The worst way to store and manipulate text is to use an array. Firstly, the entire file must be loaded into the array first, which raises issues with time and memory. Even worse still, every insertion and deletion requires each element in the array to be moved. There are more downsides, but already this method is clearly not practical. The array can be dismissed as an option rather quickly.
Someone has clearly not heard of Notepad nor used the prolific quantity of text editors for DOS that appeared in the 80s/early 90s, a time when memory bandwidths were in the low MB/s; or even before that, micros with CP/M where memory bandwidths were measured in KB/s (and the whole address space was only 64k). Modern systems have memory bandwidths of dozens of GB/s.
Or perhaps that old saying really applies: worse is better.
IMHO an array is all you need for a regular general-purpose text editor. I hate needless complexity in software, but unfortunately others seem to love it.
Reading log files is completely different than constantly manipulating source code? I wish editors have read-only mode that uses data structure that lazily loaded continuous memory.
if you use an array in the naïve way on an 8080 with, as you correctly point out, memory bandwidths on the order of 16 kilobytes per second, as soon as your text file has grown to 48 kilobytes (about 17 printed pages and less than half a floppy disk), inserting a letter near the beginning of it will take multiple seconds; you can type several times as fast as the editor can respond, even with hunt and peck
consequently the editors we used on those computers did not use this approach
however, a gap buffer is perfectly workable, and preserves most of the array's advantages, such as rapid text search. and so emacs continues to use gap buffers to this day
Because those editors aren't your preferred editor? I don't really care about being able to edit files that big so that's not going to be the reason why I pick an editor.
That’s why all these programs land these improvements - the performance optimizations were needed. It gets tricky of course because a performance optimization you needed at one time may no longer be needed as HW perf increased or may even be a penalty as HW architecture diverged from the target one that was optimized for.
Someone has clearly not heard of Notepad nor used the prolific quantity of text editors for DOS that appeared in the 80s/early 90s, a time when memory bandwidths were in the low MB/s; or even before that, micros with CP/M where memory bandwidths were measured in KB/s (and the whole address space was only 64k). Modern systems have memory bandwidths of dozens of GB/s.
Or perhaps that old saying really applies: worse is better.
IMHO an array is all you need for a regular general-purpose text editor. I hate needless complexity in software, but unfortunately others seem to love it.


_REQUIRED WORK_
Filter the listing below, copying every line in which the word "square" appears.

_INPUT DATA_
☆ ☆ ☆ ☆ ☆
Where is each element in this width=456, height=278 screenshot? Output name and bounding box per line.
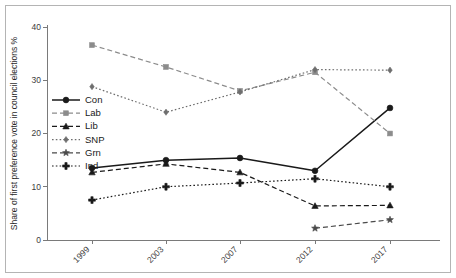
legend-item-lab[interactable]: Lab — [52, 107, 101, 118]
legend-label-ind: Ind — [85, 160, 98, 171]
plus-marker — [387, 183, 394, 190]
series-lab — [90, 43, 393, 136]
square-marker — [90, 43, 95, 48]
legend-label-con: Con — [85, 94, 102, 105]
legend-item-con[interactable]: Con — [52, 94, 102, 105]
star-marker — [63, 149, 70, 156]
circle-marker — [312, 168, 318, 174]
line-chart: ConLabLibSNPGrnInd 010203040199920032007… — [0, 0, 456, 278]
chart-legend: ConLabLibSNPGrnInd — [52, 94, 105, 171]
legend-item-grn[interactable]: Grn — [52, 147, 101, 158]
legend-label-lab: Lab — [85, 107, 101, 118]
diamond-marker — [64, 137, 68, 143]
plus-marker — [89, 197, 96, 204]
circle-marker — [63, 97, 69, 103]
series-con — [89, 105, 393, 174]
plus-marker — [312, 175, 319, 182]
plus-marker — [237, 180, 244, 187]
square-marker — [388, 131, 393, 136]
legend-item-snp[interactable]: SNP — [52, 134, 105, 145]
y-tick-label: 30 — [32, 75, 42, 85]
y-axis-title: Share of first preference vote in counci… — [9, 36, 19, 230]
y-tick-label: 10 — [32, 182, 42, 192]
data-series-group — [89, 43, 394, 231]
diamond-marker — [388, 67, 392, 73]
diamond-marker — [90, 84, 94, 90]
legend-label-lib: Lib — [85, 120, 98, 131]
star-marker — [312, 225, 319, 232]
series-line-con — [92, 108, 390, 171]
y-tick-label: 20 — [32, 128, 42, 138]
star-marker — [387, 216, 394, 223]
circle-marker — [387, 105, 393, 111]
plus-marker — [63, 163, 70, 170]
x-tick-label: 2007 — [219, 244, 240, 265]
triangle-marker — [387, 202, 393, 208]
square-marker — [164, 65, 169, 70]
y-tick-label: 0 — [36, 235, 41, 245]
series-grn — [312, 216, 394, 231]
x-tick-label: 2012 — [294, 244, 315, 265]
series-snp — [90, 67, 392, 116]
square-marker — [64, 111, 69, 116]
legend-label-grn: Grn — [85, 147, 101, 158]
x-tick-label: 2003 — [145, 244, 166, 265]
diamond-marker — [164, 109, 168, 115]
axis-labels: 01020304019992003200720122017Share of fi… — [9, 22, 390, 265]
plus-marker — [163, 183, 170, 190]
x-tick-label: 2017 — [369, 244, 390, 265]
x-tick-label: 1999 — [71, 244, 92, 265]
series-line-grn — [315, 220, 390, 229]
legend-item-ind[interactable]: Ind — [52, 160, 98, 171]
legend-label-snp: SNP — [85, 134, 105, 145]
legend-item-lib[interactable]: Lib — [52, 120, 98, 131]
chart-figure: ConLabLibSNPGrnInd 010203040199920032007… — [0, 0, 456, 278]
y-tick-label: 40 — [32, 22, 42, 32]
circle-marker — [237, 155, 243, 161]
series-ind — [89, 175, 394, 203]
☆ ☆ ☆ ☆ ☆
_OUTPUT BELOW_
square-marker — [90, 43, 95, 48]
square-marker — [388, 131, 393, 136]
square-marker — [164, 65, 169, 70]
square-marker — [64, 111, 69, 116]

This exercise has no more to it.